> On Mon, Dec 20, 2010 at 9:29 PM, Florian Pflug <f...@phlo.org> wrote:
>> You might use that to decide if either A->B or B->a looks function-like
>> enough to use the uniform bayesian approach. Or you might even go
>> further,
>> and decide *with* bayesian formula to use - the paper you cited always
>> averages
>>
>>  P(A=x|B=y)*P(B=y) and
>>  P(B=y|A=x)*P(A=x)
>>
>> but they offer no convincing reason for that other than "We don't know
>> which to pick".
>
> Ideally you want to somehow make this a continuous transaition between
> the available formulas rather than a discrete transition, I think.  If
> F(A,B) = 1 then the selectivity of A = x AND B = y is just P(A=x), and
> if it's 0, then it's P(A=x)*P(B=y).  But suppose F(A,B)=0.5.  Then
> what?  A naive approach would be to estimate P(A=x && B=y) = P(A=x) *
> (1 - (1 - F(A,B))*(1 - P(B = y))), so that if, say, P(A=x) = 0.1 and
> P(B=y) = 0.1, then when F(A,B) = 0 we estimate 0.01, when F(A,B) = 1
> we estimate 0.1, and when F(A,B) = 0.5 we estimate (0.1)(1 - 0.5*0.9)
> = 0.055.  Of course I'm just hand-waving here, and this is without any
> mathematical basis, being just the simplest formula I could think of
> that gets the endpoints right and plots some sort of smooth curve
> between them in the middle.  A similar formula with a believable
> argument to back it up seems like it would be a big step forward for
> this method.

This somehow reminds me how the various t-norms in fuzzy logic evolved.
I'm not saying we should use fuzzy logic here, but the requirements are
very similar so it might be an interesting inspiration. See for example
this http://plato.stanford.edu/entries/logic-fuzzy (chapter 4).

And there's one additional - IMHO very important - requirement. The whole
thing should easily extend to more than two columns. This "IF (F(A,B) >
F(B,A)) THEN ..." probably is not a good solution regarding this.

For example given 3 columns A,B,C, would you do that comparison for each
pair of columns, or would you do that for A vs (B,C)? Or maybe a
completely different approach? Because that would require to collect a lot
more data (number of distinct values in each combination) etc.

I'm not saying for example there is a table with (C=A+B)

  A | B | C
 ===========
  1 | 1 | 2
  1 | 2 | 3
  1 | 3 | 4
  2 | 1 | 3
  2 | 2 | 4
  2 | 3 | 5
  3 | 1 | 4
  3 | 2 | 5
  3 | 3 | 6

So that dist(A)=dist(B)=3, dist(C)=6 and dist(A,B,C)=dist(A,B)=9. Given
the paper, you get something like

 P(A,B,C) = [dist(A)*P(A) +  dist(B)*P(B) + dist(C)*P(C)] / [3*dist(A,B,C)]
          = [P(A) + P(B) + 2*P(C)] / 9

so for example

 P(A=3,B=2,C=5) = [1/3 + 1/3 + 2/9]/9 = (8/9)/9

which is almost correct (by 1/81).

Don't get me wrong - I'm not a fanatic who thinks this particular formula
is the best formula possible. I'm just saying we could end up with a
formula that works beautifully in 2D, but once we get to 3 columns it
fails miserably.

Hmmm, maybe we could give this possibility (to identify two separate
groups of columns) to the user. So instead of 'buid stats for (A,B,C)' the
user would say 'build stats for (A,B) and (C)' - this actually represents
apriori knowledge of dependencies supplied by the user.

In that case we could search for 'implicativeness' between those two
groups (and not within the groups), and we could restrict ourselves to 2D
(and thus use a more sophisticated formula).

But we should be able to do some basic analysis even when the user
supplies a list of columns without such apriori knowledge.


**Work order**:
Reprint the entire listing exactly.

**Records shown**:
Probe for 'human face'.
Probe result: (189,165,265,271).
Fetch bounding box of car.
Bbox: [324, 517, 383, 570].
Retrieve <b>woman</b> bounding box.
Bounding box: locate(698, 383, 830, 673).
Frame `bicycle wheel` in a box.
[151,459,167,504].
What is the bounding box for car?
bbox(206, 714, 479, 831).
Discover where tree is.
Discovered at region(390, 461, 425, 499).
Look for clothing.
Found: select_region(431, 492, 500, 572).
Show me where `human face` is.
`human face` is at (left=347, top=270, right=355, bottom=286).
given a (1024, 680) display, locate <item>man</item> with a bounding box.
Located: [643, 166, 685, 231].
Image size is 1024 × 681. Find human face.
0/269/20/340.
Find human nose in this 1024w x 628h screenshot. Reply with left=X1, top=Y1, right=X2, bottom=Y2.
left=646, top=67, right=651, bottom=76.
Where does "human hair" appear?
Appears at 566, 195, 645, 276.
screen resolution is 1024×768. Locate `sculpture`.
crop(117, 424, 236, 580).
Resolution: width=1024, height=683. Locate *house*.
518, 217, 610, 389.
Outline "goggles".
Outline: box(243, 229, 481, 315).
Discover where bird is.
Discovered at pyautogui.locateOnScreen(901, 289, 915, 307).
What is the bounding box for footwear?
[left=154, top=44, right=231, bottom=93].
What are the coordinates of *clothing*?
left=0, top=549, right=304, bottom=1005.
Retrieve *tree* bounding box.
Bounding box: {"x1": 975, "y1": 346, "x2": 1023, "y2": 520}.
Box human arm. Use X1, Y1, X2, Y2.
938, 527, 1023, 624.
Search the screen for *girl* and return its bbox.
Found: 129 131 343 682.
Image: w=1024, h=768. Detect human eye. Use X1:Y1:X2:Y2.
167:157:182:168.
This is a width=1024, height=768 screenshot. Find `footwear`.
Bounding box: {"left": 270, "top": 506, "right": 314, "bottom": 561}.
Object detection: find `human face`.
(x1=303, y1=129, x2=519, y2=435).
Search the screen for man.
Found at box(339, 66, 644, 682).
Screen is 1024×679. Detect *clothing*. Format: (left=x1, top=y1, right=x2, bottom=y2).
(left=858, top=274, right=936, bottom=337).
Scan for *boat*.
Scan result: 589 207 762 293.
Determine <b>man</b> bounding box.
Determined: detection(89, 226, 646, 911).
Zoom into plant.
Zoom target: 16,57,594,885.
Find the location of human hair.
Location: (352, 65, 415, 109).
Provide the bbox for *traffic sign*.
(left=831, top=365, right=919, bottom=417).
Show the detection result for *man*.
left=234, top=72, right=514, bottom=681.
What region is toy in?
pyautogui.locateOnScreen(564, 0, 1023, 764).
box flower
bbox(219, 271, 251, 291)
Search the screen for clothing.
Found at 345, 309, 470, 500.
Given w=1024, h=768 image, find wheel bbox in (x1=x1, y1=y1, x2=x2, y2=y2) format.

**Result of this exercise**:
Probe for 'human face'.
Probe result: (189,165,265,271).
Fetch bounding box of car.
Bbox: [324, 517, 383, 570].
Retrieve <b>woman</b> bounding box.
Bounding box: locate(698, 383, 830, 673).
Frame `bicycle wheel` in a box.
[151,459,167,504].
What is the bounding box for car?
bbox(206, 714, 479, 831).
Discover where tree is.
Discovered at region(390, 461, 425, 499).
Look for clothing.
Found: select_region(431, 492, 500, 572).
Show me where `human face` is.
`human face` is at (left=347, top=270, right=355, bottom=286).
given a (1024, 680) display, locate <item>man</item> with a bounding box.
Located: [643, 166, 685, 231].
Image size is 1024 × 681. Find human face.
0/269/20/340.
Find human nose in this 1024w x 628h screenshot. Reply with left=X1, top=Y1, right=X2, bottom=Y2.
left=646, top=67, right=651, bottom=76.
Where does "human hair" appear?
Appears at 566, 195, 645, 276.
screen resolution is 1024×768. Locate `sculpture`.
crop(117, 424, 236, 580).
Resolution: width=1024, height=683. Locate *house*.
518, 217, 610, 389.
Outline "goggles".
Outline: box(243, 229, 481, 315).
Discover where bird is.
Discovered at pyautogui.locateOnScreen(901, 289, 915, 307).
What is the bounding box for footwear?
[left=154, top=44, right=231, bottom=93].
What are the coordinates of *clothing*?
left=0, top=549, right=304, bottom=1005.
Retrieve *tree* bounding box.
Bounding box: {"x1": 975, "y1": 346, "x2": 1023, "y2": 520}.
Box human arm. Use X1, Y1, X2, Y2.
938, 527, 1023, 624.
Search the screen for *girl* and return its bbox.
Found: 129 131 343 682.
Image: w=1024, h=768. Detect human eye. Use X1:Y1:X2:Y2.
167:157:182:168.
This is a width=1024, height=768 screenshot. Find `footwear`.
Bounding box: {"left": 270, "top": 506, "right": 314, "bottom": 561}.
Object detection: find `human face`.
(x1=303, y1=129, x2=519, y2=435).
Search the screen for man.
Found at box(339, 66, 644, 682).
Screen is 1024×679. Detect *clothing*. Format: (left=x1, top=y1, right=x2, bottom=y2).
(left=858, top=274, right=936, bottom=337).
Scan for *boat*.
Scan result: 589 207 762 293.
Determine <b>man</b> bounding box.
Determined: detection(89, 226, 646, 911).
Zoom into plant.
Zoom target: 16,57,594,885.
Find the location of human hair.
Location: (352, 65, 415, 109).
Provide the bbox for *traffic sign*.
(left=831, top=365, right=919, bottom=417).
Show the detection result for *man*.
left=234, top=72, right=514, bottom=681.
What region is toy in?
pyautogui.locateOnScreen(564, 0, 1023, 764).
box flower
bbox(219, 271, 251, 291)
Search the screen for clothing.
Found at 345, 309, 470, 500.
Given w=1024, h=768 image, find wheel bbox in (x1=x1, y1=y1, x2=x2, y2=y2) format.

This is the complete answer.